City staff decided to move up planned rehab work on the park’s tennis courts after receiving notice last month from the United States Tennis Association that the group has decertified them for use in city programming because of their deteriorated condition.
In a memo to aldermen, Public Works Director Dave Stoneback says that over time large cracks have opened up in the asphalt surface of the six courts at the park “to the point of becoming trip hazards in the playable areas.”
The city had listed the tennis court project in its five-year capital improvement program, but hadn’t planned to do the work this year.
Stoneback says that without the USTA certification the city’s tennis programs can’t use the courts. The resurfacing work can’t be done until the temperature is consistently above 55 degrees, he says, so the work is now scheduled for June and July, assuming the aldermen approve the plans.

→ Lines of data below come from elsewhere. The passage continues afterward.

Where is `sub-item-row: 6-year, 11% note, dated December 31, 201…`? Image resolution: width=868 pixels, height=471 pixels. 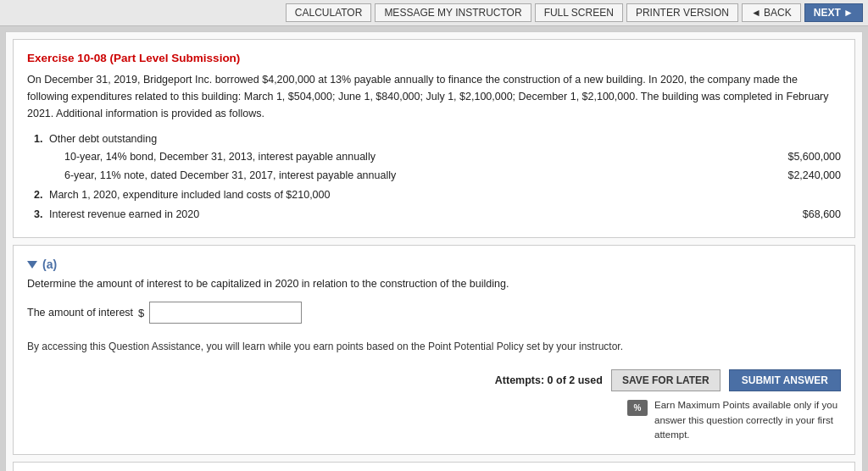 sub-item-row: 6-year, 11% note, dated December 31, 201… is located at coordinates (453, 176).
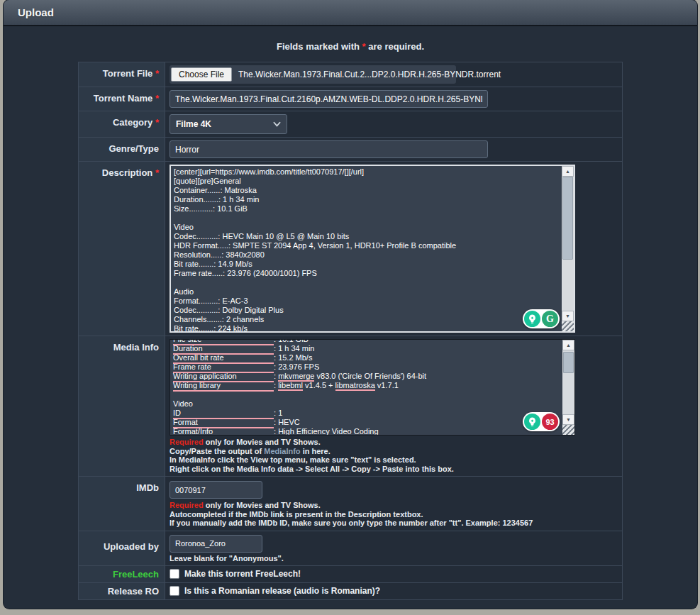 The height and width of the screenshot is (615, 700). I want to click on uploaded-by-row: Uploaded by Leave blank for "Anonymous"., so click(350, 549).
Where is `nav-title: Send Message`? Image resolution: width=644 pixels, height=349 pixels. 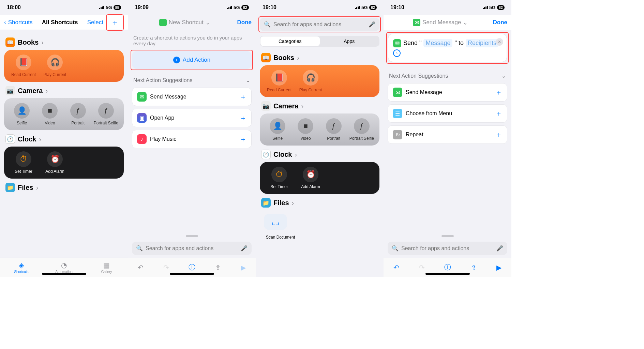 nav-title: Send Message is located at coordinates (442, 22).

He says the city hopes to rent court space at Evanston Township High School for recreation programs this spring and summer, but those courts wouldn’t be available for city programs in the fall.

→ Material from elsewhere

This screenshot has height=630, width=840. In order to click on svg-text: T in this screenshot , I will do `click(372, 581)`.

Stoneback says the project will involve milling off the asphalt surface of the courts and laying a new asphalt layer which would be topped with textured acrylic colored surfacing.
The project will also require replacement of the fence around the courts.
The tennis court project is estimated to cost $275,000.
The aldermen are also scheduled to approve a $107,000 contract with Sumit Construction of Chicago to replace asphalt paving around the pond in Lovelace Park and replace railings and park benches around the pond. That work is scheduled to be substantially completed by early summer.